Al Qaeda weapons ship docks in Aden

According to a local Yemeni newspaper, on April 11 al Qaeda militants sailed a ship loaded with weapons into the country’s southern port in Aden. Clashes erupted between the militants and security personel from the Yemeni anti-smuggling unit when the ship docked in Aden and the militants began offloading the weapons. The militants violently engaged the security personnel and then managed to escape by reboarding the ship and setting sail.

Boats belonging to the Yemeni coast guard and navy attempted to follow the ship but apparently lost its trail. According to sources, two militants were killed by Yemeni security forces; it is unclear whether they were killed in the initial clashes at the port of Aden or during the maritime chase.

Two days earlier, on April 9, the Yemeni Interior Ministry had warned in a memo to security services in the coastal provinces that a ship belong to al Qaeda thought to be carrying weapons had departed Djibouti the night before. At the time it was believed that the ship was headed to one of Yemen’s ports and was manned by militants hailing from Yemen’s eastern Hadramout province.

In related news, on April 12 one Yemeni soldier was killed and another injured when militants attacked a vehicle carrying military salaries in the city of Tarim in central Hadramout. After what eyewitnesses described as an ambush by al Qaeda militants, fighting broke out between the soldiers in the car and the attackers.

During the Arab Spring protests against the rule of former president Ali Abdallah Saleh in 2011-2012, al Qaeda in the Arabian Peninsula (AQAP) took advantage of turmoil in the country to seize control of vast areas in Yemen’s south, including Hadramout. Although the Yemeni military launched a successful counteroffensive to recapture territory back from the terrorist organization in mid-2012, AQAP’s networks and militants have not been completely cleared from those areas and are known to operate in Hadramout and other southern provinces.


TASK ITEM:
When you transcribe the records that follow, reproduce each line exactly as given.

RECORDS SHOWN:
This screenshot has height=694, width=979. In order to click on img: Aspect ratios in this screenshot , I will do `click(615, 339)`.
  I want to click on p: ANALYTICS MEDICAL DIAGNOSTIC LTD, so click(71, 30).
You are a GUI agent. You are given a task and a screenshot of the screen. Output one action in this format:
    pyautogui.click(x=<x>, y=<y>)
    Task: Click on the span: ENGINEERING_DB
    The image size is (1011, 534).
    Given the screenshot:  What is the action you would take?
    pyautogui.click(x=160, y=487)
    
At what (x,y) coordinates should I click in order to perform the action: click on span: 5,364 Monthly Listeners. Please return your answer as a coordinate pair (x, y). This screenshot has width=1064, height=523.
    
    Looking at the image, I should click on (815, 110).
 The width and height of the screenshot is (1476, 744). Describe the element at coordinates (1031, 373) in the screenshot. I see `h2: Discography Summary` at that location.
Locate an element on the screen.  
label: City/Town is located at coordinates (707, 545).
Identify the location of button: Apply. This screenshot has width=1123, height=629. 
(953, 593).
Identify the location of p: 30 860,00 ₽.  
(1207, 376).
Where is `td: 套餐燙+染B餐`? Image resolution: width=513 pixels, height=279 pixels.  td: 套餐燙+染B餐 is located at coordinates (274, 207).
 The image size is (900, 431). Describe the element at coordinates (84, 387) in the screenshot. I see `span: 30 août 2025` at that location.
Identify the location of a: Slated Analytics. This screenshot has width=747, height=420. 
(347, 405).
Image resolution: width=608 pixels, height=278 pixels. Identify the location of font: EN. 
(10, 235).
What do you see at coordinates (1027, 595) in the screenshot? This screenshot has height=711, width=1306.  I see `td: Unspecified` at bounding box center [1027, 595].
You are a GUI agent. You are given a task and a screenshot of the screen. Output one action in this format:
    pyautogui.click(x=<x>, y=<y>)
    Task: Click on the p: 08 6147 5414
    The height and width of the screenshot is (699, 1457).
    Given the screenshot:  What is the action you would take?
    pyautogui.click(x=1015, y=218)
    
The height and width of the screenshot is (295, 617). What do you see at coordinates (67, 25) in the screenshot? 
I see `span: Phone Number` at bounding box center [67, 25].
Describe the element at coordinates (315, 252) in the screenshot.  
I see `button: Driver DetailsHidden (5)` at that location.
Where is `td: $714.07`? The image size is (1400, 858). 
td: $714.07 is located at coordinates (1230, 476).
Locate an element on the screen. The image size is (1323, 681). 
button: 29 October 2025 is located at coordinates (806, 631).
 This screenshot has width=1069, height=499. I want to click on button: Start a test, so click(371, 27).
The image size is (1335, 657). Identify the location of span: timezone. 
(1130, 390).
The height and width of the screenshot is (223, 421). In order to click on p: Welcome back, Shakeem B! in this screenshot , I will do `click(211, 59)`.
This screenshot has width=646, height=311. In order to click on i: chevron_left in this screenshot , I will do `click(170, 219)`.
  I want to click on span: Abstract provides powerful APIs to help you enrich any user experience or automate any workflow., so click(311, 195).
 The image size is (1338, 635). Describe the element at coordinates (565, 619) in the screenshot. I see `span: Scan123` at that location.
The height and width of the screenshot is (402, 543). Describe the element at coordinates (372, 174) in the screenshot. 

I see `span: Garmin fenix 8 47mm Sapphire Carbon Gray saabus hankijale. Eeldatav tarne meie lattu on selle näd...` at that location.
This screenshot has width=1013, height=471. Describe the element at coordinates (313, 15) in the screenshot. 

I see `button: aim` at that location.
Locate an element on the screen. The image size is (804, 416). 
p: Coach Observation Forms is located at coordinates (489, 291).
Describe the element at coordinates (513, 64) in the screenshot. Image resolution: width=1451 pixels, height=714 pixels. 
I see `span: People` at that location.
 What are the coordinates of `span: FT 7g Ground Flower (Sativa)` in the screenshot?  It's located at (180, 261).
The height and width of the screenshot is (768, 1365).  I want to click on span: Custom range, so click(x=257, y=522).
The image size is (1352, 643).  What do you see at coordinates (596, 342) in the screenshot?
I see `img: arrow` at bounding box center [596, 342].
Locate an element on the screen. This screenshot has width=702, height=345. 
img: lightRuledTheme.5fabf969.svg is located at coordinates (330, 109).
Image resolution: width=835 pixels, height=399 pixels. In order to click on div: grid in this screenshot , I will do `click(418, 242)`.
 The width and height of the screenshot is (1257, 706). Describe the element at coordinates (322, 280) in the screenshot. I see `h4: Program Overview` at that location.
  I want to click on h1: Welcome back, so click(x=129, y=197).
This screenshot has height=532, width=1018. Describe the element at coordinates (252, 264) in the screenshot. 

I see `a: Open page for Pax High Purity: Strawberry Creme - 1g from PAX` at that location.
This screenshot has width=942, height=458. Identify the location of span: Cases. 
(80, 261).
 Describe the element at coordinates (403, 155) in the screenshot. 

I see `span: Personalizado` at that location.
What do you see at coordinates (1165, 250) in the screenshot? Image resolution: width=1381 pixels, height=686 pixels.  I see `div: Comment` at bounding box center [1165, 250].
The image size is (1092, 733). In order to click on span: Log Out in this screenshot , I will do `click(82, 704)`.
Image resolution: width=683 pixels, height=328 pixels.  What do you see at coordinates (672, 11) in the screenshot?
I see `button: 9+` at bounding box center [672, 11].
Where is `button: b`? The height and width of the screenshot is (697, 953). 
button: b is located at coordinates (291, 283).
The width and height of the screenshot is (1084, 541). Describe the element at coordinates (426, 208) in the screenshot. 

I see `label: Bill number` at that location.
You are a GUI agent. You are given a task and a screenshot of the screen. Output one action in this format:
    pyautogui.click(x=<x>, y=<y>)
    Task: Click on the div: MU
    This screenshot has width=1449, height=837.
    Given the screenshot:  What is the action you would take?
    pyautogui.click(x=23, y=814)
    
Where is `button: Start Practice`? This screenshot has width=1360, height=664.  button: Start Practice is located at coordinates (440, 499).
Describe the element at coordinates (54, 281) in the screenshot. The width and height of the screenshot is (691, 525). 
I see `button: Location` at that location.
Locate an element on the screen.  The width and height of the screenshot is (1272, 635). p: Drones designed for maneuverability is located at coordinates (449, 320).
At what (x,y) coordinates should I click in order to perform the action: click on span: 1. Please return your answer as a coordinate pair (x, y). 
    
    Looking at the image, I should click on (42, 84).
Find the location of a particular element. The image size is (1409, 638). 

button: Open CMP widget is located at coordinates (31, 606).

OUTPUT OF THE TASK:
This screenshot has height=694, width=979. In order to click on img: Aspect ratios in this screenshot , I will do `click(615, 339)`.
  I want to click on p: ANALYTICS MEDICAL DIAGNOSTIC LTD, so click(71, 30).
You are a GUI agent. You are given a task and a screenshot of the screen. Output one action in this format:
    pyautogui.click(x=<x>, y=<y>)
    Task: Click on the span: ENGINEERING_DB
    The image size is (1011, 534).
    Given the screenshot:  What is the action you would take?
    pyautogui.click(x=160, y=487)
    
At what (x,y) coordinates should I click in order to perform the action: click on span: 5,364 Monthly Listeners. Please return your answer as a coordinate pair (x, y). This screenshot has width=1064, height=523.
    
    Looking at the image, I should click on (815, 110).
 The width and height of the screenshot is (1476, 744). Describe the element at coordinates (1031, 373) in the screenshot. I see `h2: Discography Summary` at that location.
Locate an element on the screen.  
label: City/Town is located at coordinates (707, 545).
Identify the location of button: Apply. This screenshot has width=1123, height=629. 
(953, 593).
Identify the location of p: 30 860,00 ₽.  
(1207, 376).
Where is `td: 套餐燙+染B餐`? Image resolution: width=513 pixels, height=279 pixels.  td: 套餐燙+染B餐 is located at coordinates (274, 207).
 The image size is (900, 431). Describe the element at coordinates (84, 387) in the screenshot. I see `span: 30 août 2025` at that location.
Identify the location of a: Slated Analytics. This screenshot has width=747, height=420. 
(347, 405).
Image resolution: width=608 pixels, height=278 pixels. Identify the location of font: EN. 
(10, 235).
What do you see at coordinates (1027, 595) in the screenshot? This screenshot has height=711, width=1306.  I see `td: Unspecified` at bounding box center [1027, 595].
You are a GUI agent. You are given a task and a screenshot of the screen. Output one action in this format:
    pyautogui.click(x=<x>, y=<y>)
    Task: Click on the p: 08 6147 5414
    The height and width of the screenshot is (699, 1457).
    Given the screenshot:  What is the action you would take?
    pyautogui.click(x=1015, y=218)
    
The height and width of the screenshot is (295, 617). What do you see at coordinates (67, 25) in the screenshot? 
I see `span: Phone Number` at bounding box center [67, 25].
Describe the element at coordinates (315, 252) in the screenshot.  
I see `button: Driver DetailsHidden (5)` at that location.
Where is `td: $714.07`? The image size is (1400, 858). 
td: $714.07 is located at coordinates (1230, 476).
Locate an element on the screen. The image size is (1323, 681). 
button: 29 October 2025 is located at coordinates (806, 631).
 This screenshot has width=1069, height=499. I want to click on button: Start a test, so click(371, 27).
The image size is (1335, 657). Identify the location of span: timezone. 
(1130, 390).
The height and width of the screenshot is (223, 421). In order to click on p: Welcome back, Shakeem B! in this screenshot , I will do `click(211, 59)`.
This screenshot has width=646, height=311. In order to click on i: chevron_left in this screenshot , I will do `click(170, 219)`.
  I want to click on span: Abstract provides powerful APIs to help you enrich any user experience or automate any workflow., so click(311, 195).
 The image size is (1338, 635). Describe the element at coordinates (565, 619) in the screenshot. I see `span: Scan123` at that location.
The height and width of the screenshot is (402, 543). Describe the element at coordinates (372, 174) in the screenshot. 

I see `span: Garmin fenix 8 47mm Sapphire Carbon Gray saabus hankijale. Eeldatav tarne meie lattu on selle näd...` at that location.
This screenshot has width=1013, height=471. Describe the element at coordinates (313, 15) in the screenshot. 

I see `button: aim` at that location.
Locate an element on the screen. The image size is (804, 416). 
p: Coach Observation Forms is located at coordinates (489, 291).
Describe the element at coordinates (513, 64) in the screenshot. Image resolution: width=1451 pixels, height=714 pixels. 
I see `span: People` at that location.
 What are the coordinates of `span: FT 7g Ground Flower (Sativa)` in the screenshot?  It's located at (180, 261).
The height and width of the screenshot is (768, 1365).  I want to click on span: Custom range, so click(x=257, y=522).
The image size is (1352, 643).  What do you see at coordinates (596, 342) in the screenshot?
I see `img: arrow` at bounding box center [596, 342].
Locate an element on the screen. This screenshot has width=702, height=345. 
img: lightRuledTheme.5fabf969.svg is located at coordinates (330, 109).
Image resolution: width=835 pixels, height=399 pixels. In order to click on div: grid in this screenshot , I will do `click(418, 242)`.
 The width and height of the screenshot is (1257, 706). Describe the element at coordinates (322, 280) in the screenshot. I see `h4: Program Overview` at that location.
  I want to click on h1: Welcome back, so click(x=129, y=197).
This screenshot has height=532, width=1018. Describe the element at coordinates (252, 264) in the screenshot. 

I see `a: Open page for Pax High Purity: Strawberry Creme - 1g from PAX` at that location.
This screenshot has width=942, height=458. Identify the location of span: Cases. 
(80, 261).
 Describe the element at coordinates (403, 155) in the screenshot. 

I see `span: Personalizado` at that location.
What do you see at coordinates (1165, 250) in the screenshot? Image resolution: width=1381 pixels, height=686 pixels.  I see `div: Comment` at bounding box center [1165, 250].
The image size is (1092, 733). In order to click on span: Log Out in this screenshot , I will do `click(82, 704)`.
Image resolution: width=683 pixels, height=328 pixels.  What do you see at coordinates (672, 11) in the screenshot?
I see `button: 9+` at bounding box center [672, 11].
Where is `button: b`? The height and width of the screenshot is (697, 953). 
button: b is located at coordinates (291, 283).
The width and height of the screenshot is (1084, 541). Describe the element at coordinates (426, 208) in the screenshot. 

I see `label: Bill number` at that location.
You are a GUI agent. You are given a task and a screenshot of the screen. Output one action in this format:
    pyautogui.click(x=<x>, y=<y>)
    Task: Click on the div: MU
    This screenshot has width=1449, height=837.
    Given the screenshot:  What is the action you would take?
    pyautogui.click(x=23, y=814)
    
Where is `button: Start Practice`? This screenshot has width=1360, height=664.  button: Start Practice is located at coordinates (440, 499).
Describe the element at coordinates (54, 281) in the screenshot. The width and height of the screenshot is (691, 525). 
I see `button: Location` at that location.
Locate an element on the screen.  The width and height of the screenshot is (1272, 635). p: Drones designed for maneuverability is located at coordinates (449, 320).
At what (x,y) coordinates should I click in order to perform the action: click on span: 1. Please return your answer as a coordinate pair (x, y). 
    
    Looking at the image, I should click on (42, 84).
Find the location of a particular element. The image size is (1409, 638). 

button: Open CMP widget is located at coordinates (31, 606).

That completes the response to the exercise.